It was Madame de Gondi, (Marguérite de Silly) who led Vincent
to found the Congregation of the Mission. Vincent
eventually moved from Pierre de Bérulle to
André Duval
for his spiritual direction.
Life
Pierre de Bérulle
was born in the province of Champagne, France, at the château
of Cérilly near Troyes on February 4, 1575. He
came from a distinguished family of magistrates.
After classical studies with
the Jesuits, and at the Sorbonne in Paris, he was ordained to
the priesthood in 1599.
From his youth and even before his ordination, he
devoted himself to the conversion of the Huguenots . After
being ordained he was made chaplain to Henry IV (Henry of
Navarre) and, in company with his friend Cardinal du Perron
and St. Francis de Sales, he continued his labours for the
conversion of the Huguenots. He is generally regarded as
being the initiator of the so-called French School of
Spirituality,
and he founded the Congregation of the
Oratory in France. He was a writer, a statesman, a
theologian and a mystic, deeply involved in Church renewal in
France in the seventeenth century, and was made a Cardinal in
1627. He died in October 1629.
The French School
of Spirituality
It
has been customary to designate as the French School a
powerful spiritual, missionary, and reform movement that
animated the Church in France in the early seventeenth
century.

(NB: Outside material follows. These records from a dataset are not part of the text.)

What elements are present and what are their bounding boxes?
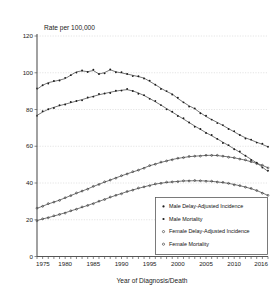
series-1-point-24 xyxy=(171,111,173,113)
series-1-point-16 xyxy=(126,88,128,90)
series-0-point-31 xyxy=(211,119,213,121)
y-tick-label-100: 100 xyxy=(23,69,34,76)
series-1-point-3 xyxy=(53,107,55,109)
series-1-point-4 xyxy=(59,104,61,106)
series-1-point-30 xyxy=(205,132,207,134)
series-0-point-1 xyxy=(42,84,44,86)
series-1-point-13 xyxy=(109,92,111,94)
x-tick-label-1995: 1995 xyxy=(143,260,157,267)
series-0-point-7 xyxy=(75,72,77,74)
series-1-point-9 xyxy=(87,97,89,99)
series-1-point-27 xyxy=(188,122,190,124)
series-1-point-15 xyxy=(121,90,123,92)
series-1-point-17 xyxy=(132,90,134,92)
series-0-point-39 xyxy=(256,142,258,144)
series-0-point-38 xyxy=(250,139,252,141)
series-1-point-41 xyxy=(267,170,269,172)
x-tick-label-1990: 1990 xyxy=(115,260,129,267)
series-0-point-12 xyxy=(104,72,106,74)
series-0-point-8 xyxy=(81,70,83,72)
series-0-point-23 xyxy=(166,90,168,92)
series-0-point-4 xyxy=(59,80,61,82)
y-tick-label-60: 60 xyxy=(26,142,33,149)
series-1-point-23 xyxy=(166,108,168,110)
series-1-point-36 xyxy=(239,151,241,153)
series-1-point-25 xyxy=(177,115,179,117)
legend-label-1[interactable]: Male Mortality xyxy=(169,216,203,222)
series-0-point-28 xyxy=(194,107,196,109)
series-1-point-28 xyxy=(194,126,196,128)
series-0-point-33 xyxy=(222,124,224,126)
x-tick-label-1985: 1985 xyxy=(86,260,100,267)
legend-label-2[interactable]: Female Delay-Adjusted Incidence xyxy=(169,228,250,234)
series-0-point-29 xyxy=(199,112,201,114)
x-tick-label-2016: 2016 xyxy=(254,260,268,267)
series-0-point-20 xyxy=(149,80,151,82)
series-1-point-6 xyxy=(70,101,72,103)
series-1-point-10 xyxy=(92,96,94,98)
series-1-point-8 xyxy=(81,99,83,101)
x-tick-label-2000: 2000 xyxy=(171,260,185,267)
line-chart: 020406080100120 197519801985199019952000… xyxy=(0,0,280,290)
y-tick-label-80: 80 xyxy=(26,106,33,113)
series-0-point-41 xyxy=(267,146,269,148)
series-0-point-21 xyxy=(154,84,156,86)
series-1-point-33 xyxy=(222,142,224,144)
series-1-point-18 xyxy=(137,93,139,95)
series-1-point-37 xyxy=(245,155,247,157)
x-tick-label-1980: 1980 xyxy=(58,260,72,267)
series-1-point-22 xyxy=(160,104,162,106)
series-1-point-34 xyxy=(228,144,230,146)
series-1-point-35 xyxy=(233,148,235,150)
series-1-point-32 xyxy=(216,138,218,140)
series-0-point-2 xyxy=(47,82,49,84)
series-0-point-34 xyxy=(228,128,230,130)
series-1-point-40 xyxy=(261,167,263,169)
y-tick-label-40: 40 xyxy=(26,179,33,186)
series-0-point-3 xyxy=(53,80,55,82)
series-0-point-15 xyxy=(121,71,123,73)
series-1-point-7 xyxy=(75,100,77,102)
series-0-point-13 xyxy=(109,68,111,70)
series-1-point-5 xyxy=(64,104,66,106)
series-1-point-31 xyxy=(211,134,213,136)
series-0-point-27 xyxy=(188,106,190,108)
series-0-point-24 xyxy=(171,93,173,95)
series-0-point-6 xyxy=(70,74,72,76)
series-1-point-11 xyxy=(98,93,100,95)
series-1-point-21 xyxy=(154,100,156,102)
legend[interactable]: Male Delay-Adjusted IncidenceMale Mortal… xyxy=(156,198,268,255)
x-tick-label-2010: 2010 xyxy=(227,260,241,267)
series-0-point-18 xyxy=(137,75,139,77)
y-axis-title: Rate per 100,000 xyxy=(44,24,95,32)
legend-marker-1 xyxy=(162,218,164,220)
series-1-point-19 xyxy=(143,94,145,96)
series-0-point-36 xyxy=(239,134,241,136)
series-1-point-14 xyxy=(115,90,117,92)
legend-marker-0 xyxy=(162,205,164,207)
legend-label-3[interactable]: Female Mortality xyxy=(169,241,209,247)
series-0-point-22 xyxy=(160,88,162,90)
series-1-point-1 xyxy=(42,110,44,112)
series-1-point-20 xyxy=(149,98,151,100)
series-0-point-17 xyxy=(132,75,134,77)
series-0-point-26 xyxy=(183,101,185,103)
series-0-point-35 xyxy=(233,130,235,132)
series-0-point-14 xyxy=(115,71,117,73)
series-1-point-26 xyxy=(183,117,185,119)
series-0-point-40 xyxy=(261,143,263,145)
y-tick-label-20: 20 xyxy=(26,216,33,223)
series-1-point-29 xyxy=(199,128,201,130)
series-0-point-30 xyxy=(205,115,207,117)
series-0-point-32 xyxy=(216,122,218,124)
y-tick-label-120: 120 xyxy=(23,32,34,39)
chart-container: 020406080100120 197519801985199019952000… xyxy=(0,0,280,290)
y-tick-label-0: 0 xyxy=(30,253,34,260)
series-0-point-16 xyxy=(126,73,128,75)
x-tick-label-1975: 1975 xyxy=(36,260,50,267)
series-0-point-25 xyxy=(177,97,179,99)
x-tick-label-2005: 2005 xyxy=(199,260,213,267)
legend-label-0[interactable]: Male Delay-Adjusted Incidence xyxy=(169,203,243,209)
series-0-point-19 xyxy=(143,78,145,80)
series-0-point-9 xyxy=(87,71,89,73)
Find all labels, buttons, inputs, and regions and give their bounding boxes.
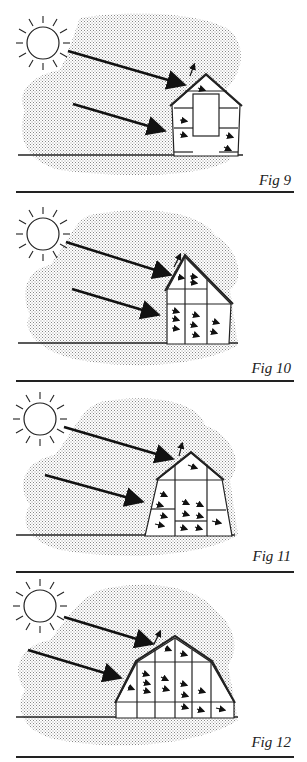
greenhouse-diagram-fig10	[0, 190, 307, 385]
divider	[16, 756, 294, 758]
greenhouse-diagram-fig9	[0, 0, 307, 195]
figure-9: Fig 9	[0, 0, 307, 195]
figure-caption: Fig 9	[259, 172, 291, 189]
figure-caption: Fig 12	[251, 734, 291, 751]
figure-caption: Fig 10	[251, 360, 291, 377]
figure-10: Fig 10	[0, 190, 307, 385]
sun-icon	[13, 392, 67, 446]
greenhouse-diagram-fig11	[0, 380, 307, 575]
figure-11: Fig 11	[0, 380, 307, 575]
sun-icon	[13, 579, 67, 633]
sun-icon	[16, 16, 70, 70]
figure-12: Fig 12	[0, 570, 307, 762]
figure-caption: Fig 11	[253, 548, 291, 565]
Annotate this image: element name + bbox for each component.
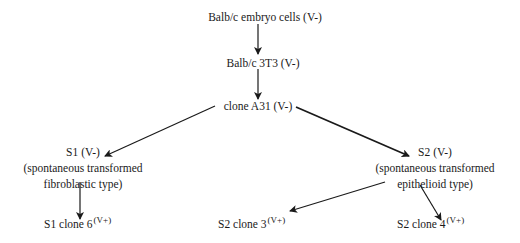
node-balb-c-3t3: Balb/c 3T3 (V-) [208,55,318,71]
node-s1-clone-6: S1 clone 6(V+) [44,216,134,233]
node-description-line2: epithelioid type) [370,176,500,192]
node-description-line1: (spontaneous transformed [370,160,500,176]
node-label: clone A31 (V-) [213,98,303,114]
node-superscript: (V+) [268,215,286,225]
edges-layer [0,0,520,243]
node-clone-a31: clone A31 (V-) [213,98,303,114]
node-label: Balb/c embryo cells (V-) [190,9,340,25]
node-description-line1: (spontaneous transformed [18,160,148,176]
node-s2: S2 (V-) (spontaneous transformed epithel… [370,144,500,192]
node-label: S1 clone 6 [44,218,93,230]
node-s2-clone-3: S2 clone 3(V+) [218,216,308,233]
node-label: Balb/c 3T3 (V-) [208,55,318,71]
node-label: S2 (V-) [370,144,500,160]
node-superscript: (V+) [94,215,112,225]
node-label: S2 clone 4 [397,218,446,230]
node-superscript: (V+) [447,215,465,225]
node-s2-clone-4: S2 clone 4(V+) [397,216,497,233]
node-description-line2: fibroblastic type) [18,176,148,192]
node-label: S2 clone 3 [218,218,267,230]
node-label: S1 (V-) [18,144,148,160]
node-balb-c-embryo-cells: Balb/c embryo cells (V-) [190,9,340,25]
node-s1: S1 (V-) (spontaneous transformed fibrobl… [18,144,148,192]
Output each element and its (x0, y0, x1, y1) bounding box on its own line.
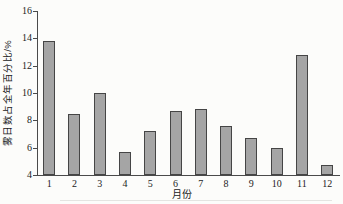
bar-month-2 (68, 114, 80, 176)
x-tick-label: 12 (317, 178, 337, 190)
y-tick-mark (33, 120, 37, 121)
x-tick-label: 4 (115, 178, 135, 190)
bar-month-3 (94, 93, 106, 175)
bar-month-10 (271, 148, 283, 175)
bar-month-4 (119, 152, 131, 175)
y-tick-mark (33, 66, 37, 67)
bar-month-12 (321, 165, 333, 175)
bar-month-5 (144, 131, 156, 175)
x-tick-label: 11 (292, 178, 312, 190)
bar-month-1 (43, 41, 55, 175)
y-tick-label: 16 (6, 5, 32, 17)
y-tick-label: 4 (6, 169, 32, 181)
bar-month-6 (170, 111, 182, 175)
x-tick-label: 1 (39, 178, 59, 190)
y-tick-label: 8 (6, 114, 32, 126)
y-tick-label: 6 (6, 142, 32, 154)
y-tick-mark (33, 175, 37, 176)
y-tick-label: 10 (6, 87, 32, 99)
y-axis-line (37, 11, 38, 176)
y-tick-mark (33, 38, 37, 39)
x-tick-label: 2 (64, 178, 84, 190)
x-tick-label: 3 (90, 178, 110, 190)
x-tick-label: 9 (241, 178, 261, 190)
bar-month-7 (195, 109, 207, 175)
y-tick-label: 14 (6, 32, 32, 44)
bar-month-9 (245, 138, 257, 175)
bottom-artifact-line (60, 200, 332, 201)
fog-days-bar-chart: 雾日数占全年百分比/% 46810121416123456789101112 月… (0, 0, 343, 204)
y-tick-mark (33, 11, 37, 12)
bar-month-11 (296, 55, 308, 175)
bar-month-8 (220, 126, 232, 175)
x-tick-label: 10 (267, 178, 287, 190)
plot-area: 46810121416123456789101112 (0, 0, 343, 204)
y-tick-mark (33, 148, 37, 149)
x-tick-label: 8 (216, 178, 236, 190)
y-tick-label: 12 (6, 60, 32, 72)
y-tick-mark (33, 93, 37, 94)
x-axis-line (37, 175, 340, 176)
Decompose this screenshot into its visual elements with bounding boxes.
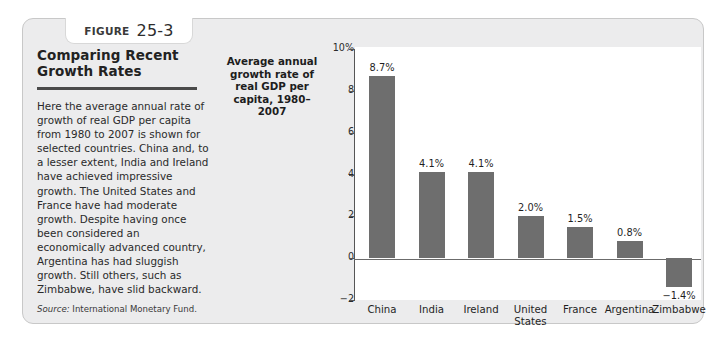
y-tick-label: 10% — [333, 42, 354, 53]
caption-divider — [37, 87, 197, 90]
y-tick-mark — [349, 49, 355, 50]
y-tick-mark — [349, 175, 355, 176]
caption-source: Source: International Monetary Fund. — [37, 304, 215, 315]
source-text: International Monetary Fund. — [72, 304, 197, 314]
bar — [369, 76, 395, 258]
caption-column: Comparing Recent Growth Rates Here the a… — [37, 47, 215, 315]
bar — [666, 258, 692, 287]
bar-value-label: 2.0% — [504, 202, 558, 213]
y-tick-label: 4 — [348, 168, 354, 179]
bar-chart: 10%86420−2 8.7%4.1%4.1%2.0%1.5%0.8%−1.4%… — [333, 47, 701, 315]
y-tick-mark — [349, 300, 355, 301]
bar-value-label: 0.8% — [603, 227, 657, 238]
figure-number-tab: FIGURE 25-3 — [65, 18, 193, 44]
y-axis-title: Average annual growth rate of real GDP p… — [223, 55, 321, 118]
figure-label: FIGURE — [84, 25, 129, 37]
bar — [567, 227, 593, 258]
bar-value-label: 4.1% — [454, 158, 508, 169]
bar — [617, 241, 643, 258]
x-category-label: Zimbabwe — [648, 304, 710, 316]
bar — [419, 172, 445, 258]
bar-value-label: 4.1% — [405, 158, 459, 169]
source-label: Source: — [37, 304, 70, 314]
plot-background — [355, 47, 701, 300]
figure-card: FIGURE 25-3 Comparing Recent Growth Rate… — [22, 18, 704, 324]
y-tick-mark — [349, 216, 355, 217]
zero-baseline — [354, 259, 701, 260]
bar — [468, 172, 494, 258]
bar-value-label: 1.5% — [553, 213, 607, 224]
bar — [518, 216, 544, 258]
y-tick-mark — [349, 91, 355, 92]
y-tick-label: 0 — [348, 251, 354, 262]
y-tick-mark — [349, 258, 355, 259]
y-tick-label: −2 — [340, 293, 354, 304]
bar-value-label: 8.7% — [355, 62, 409, 73]
figure-number: 25-3 — [137, 21, 174, 40]
bar-value-label: −1.4% — [652, 290, 706, 301]
y-tick-label: 6 — [348, 126, 354, 137]
y-tick-label: 2 — [348, 209, 354, 220]
y-tick-mark — [349, 133, 355, 134]
caption-title: Comparing Recent Growth Rates — [37, 47, 215, 79]
caption-body: Here the average annual rate of growth o… — [37, 99, 209, 296]
y-tick-label: 8 — [348, 84, 354, 95]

Pierre de Bérulle is considered as the leader of this
movement, and he was joined by people like Charles de Condren,
Jean-Jacques Olier, and Jean Eudes, . The movement had
many followers e.g., Louis de Montfort, John Baptist de
la Salle, Louis Lallemant, etc.
The main
characteristics of the movement were:
A deep mystical
experience. Each of the leaders was a true mystic, nourished
on Scripture, especially the writings of St. Paul and St.
John.
A stress on
specific aspects of the Christian faith and Christian
living: a sense of God’s grandeur and of adoration; a
relationship with Jesus lived out mainly through communion
with his "states," his mysteries, his filial and apostolic
sentiments; great devotion to the Holy Spirit, the Spirit of
the risen Christ; the necessity for each Christian to
surrender to the Spirit’s action; a highly theological
contemplation of Mary’s mysteries.
A mystical sense
of the Church as the Body of Christ continuing and
accomplishing the life of Jesus, his prayer and mission.
A certain
Augustinian view of man that underlines the pessimistic but also strongly
stresses positive and optimistic elements: "man, pure
capacity for God."
An extremely
strong apostolic and missionary commitment.
A detailed and
well-adapted method for instructing others: methods of
prayer, vows of servitude, and various other commitments and
Consecrations.
A special
concern for the dignity of priests, their holiness and
formation.
The main Christian
attitudes of the members of the movement are adoration and
"religion" (respect and love) towards the Father, adherence or
"communion" to the filial and apostolic sentiments of Jesus,
surrender to his Holy Spirit, and "true" devotion to Mary, in
whom Jesus lives and reigns and who introduces us into his
mysteries.
While Vincent de
Paul was of course part of the Church Reform movement of the
time, he is not generally regarded as part of the French
School. As time went on, the spirituality and theology of
de Bérulle and the French School sat less and less
comfortably with Vincent.
The Oratory
St Philip Neri
founded the Congregation of the Oratory in Rome in
1575. This new community was to be a congregation of secular
priests living under obedience but bound by no vows. Another
characteristic of the institute was the fact that each house
was independent. The object of the institute was
threefold: prayer, preaching, and the sacraments - for
the purposes of ecclesiastical renewal.
By the time de Bérulle came to
found the Congregation of the Oratory in France in
1611, it had been established in a number of places
beyond Rome.
To meet the
special needs of the Church in France at the period, however,
and because of the tendency toward centralisation in France at
this time, he made a very important modification -
whereas in the Italian Congregation the houses were
independent of one another, de Bérulle placed the government
of all the houses in the French Oratory in the hands of a superior-general. In 1613,
Paul III issued a Bull approving the new institute. During the
lifetime of its founder, more than fifty houses were either
established or united to The Oratory, and subsequently there
were more than twice that number divided into four
provinces. As St. Philip Neri had wished, so also the French
Oratory was solely for priests. The members were bound by no
vows except those of the priesthood, and had for sole aim the
perfect fulfillment of their priestly functions. However,
though the Congregation of the Oratory was not a teaching
order; Oratorians directed many colleges. Neither this,
nor work in seminaries, was ever the sole object of the
congregation. The definite aim and characteristic of the
French Oratory were "the pursuit of sacerdotal perfection".
Further interesting
information on the Oratories in France, Rome, Naples and
England can be found in an article entitled
Vincent and the Oratory
by Fr Hugh Murray CM (It can be read on this
Web-site by clicking the title given here).
De Bérulle's
Writings
Bérulle left
several works, the remarkable qualities of which led Pope
Urban VIII to call him the Apostolus Verbi incarnati.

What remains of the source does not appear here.